Not the way you've used i. This code:
SomePromise.get(i)...
...takes the value of i and passes it into get. Once get receives it, the value is not in any way connected to the i variable, so it doesn't matter what get does with it.
The issue you're thinking of (discussed by this question and its answers) would happen if you used i in the then callback. But where you're using it, passing it into a function as an argument, it doesn't happen because that's unrelated to the closure. The key thing, again, is that i's value is passed into get, not some kind of reference to the i variable (JavaScript doesn't have any form of pass-by-reference, just closures).
In terms of passing the right i into the code and doing something with the result, that code is fine.

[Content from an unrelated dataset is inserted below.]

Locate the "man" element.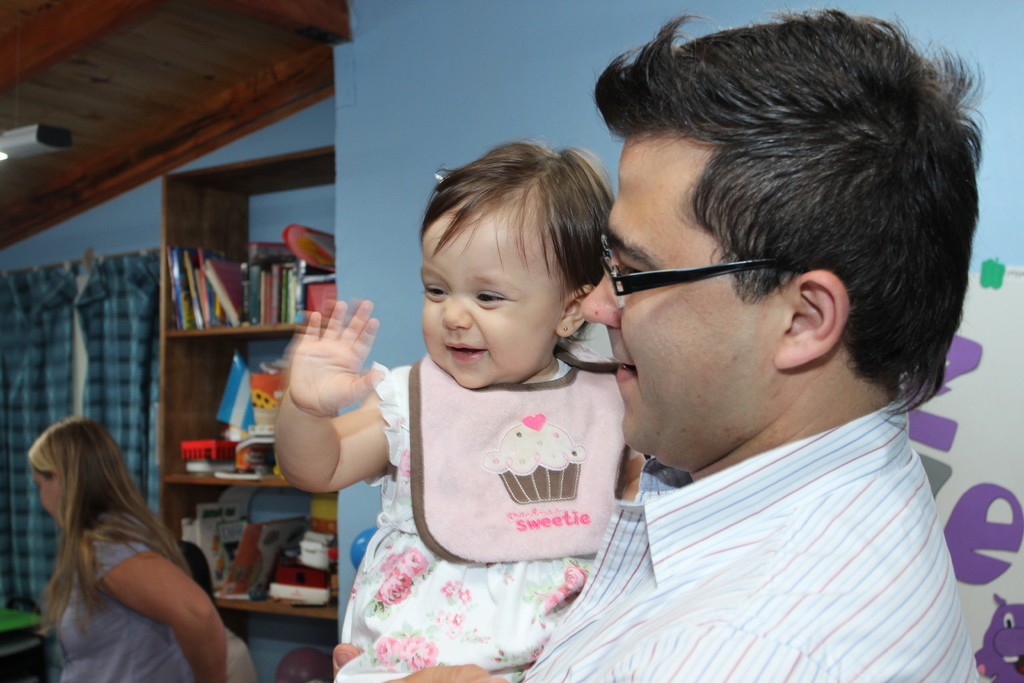
Element bbox: select_region(386, 10, 982, 682).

Here's a demonstration that it's fine as is (requires that your browser support Promise):
function getSomePromise(value) {
  return new Promise(function(resolve) {
    resolve(value);
  });
}
var array = [1, 2, 3, 4];
for (var i = 0; i < array.length; ++i) {
  getSomePromise(i)
    .then(function(result) {
      var p = document.createElement("p");
      p.innerHTML = "Result is " + result;
      document.body.appendChild(p);
    });
    // catch omitted for brevity
}
 
 
...and a demonstration of how using i in the then callback would have the effect you're worried about (which is good or bad depending on your goals for the code):
function getSomePromise(value) {
  return new Promise(function(resolve) {
    resolve(value);
  });
}
var array = [1, 2, 3, 4];
for (var i = 0; i < array.length; ++i) {
  getSomePromise(i)
    .then(function(result) {
      var p = document.createElement("p");
      p.innerHTML = "Result is " + result + ", i is " + i;
      document.body.appendChild(p);
    });
    // catch omitted for brevity
}
 
 
Getting increasingly hypothetical and a bit far afield of the question, if you needed to use i in the then callback and wanted the then-current, not final, version, in this particular case you'd probably use array.forEach(function(entry, index) ...) and then use index, which wouldn't change:
function getSomePromise(value) {
  return new Promise(function(resolve) {
    resolve(value);
  });
}
var array = [1, 2, 3, 4];
array.forEach(function(entry, index) {
  getSomePromise(index)
    .then(function(result) {
      var p = document.createElement("p");
      p.innerHTML = "Result is " + result + ", index is " + index;
      document.body.appendChild(p);
    });
    // catch omitted for brevity
});
 
 
But that's getting a bit far afield of your question.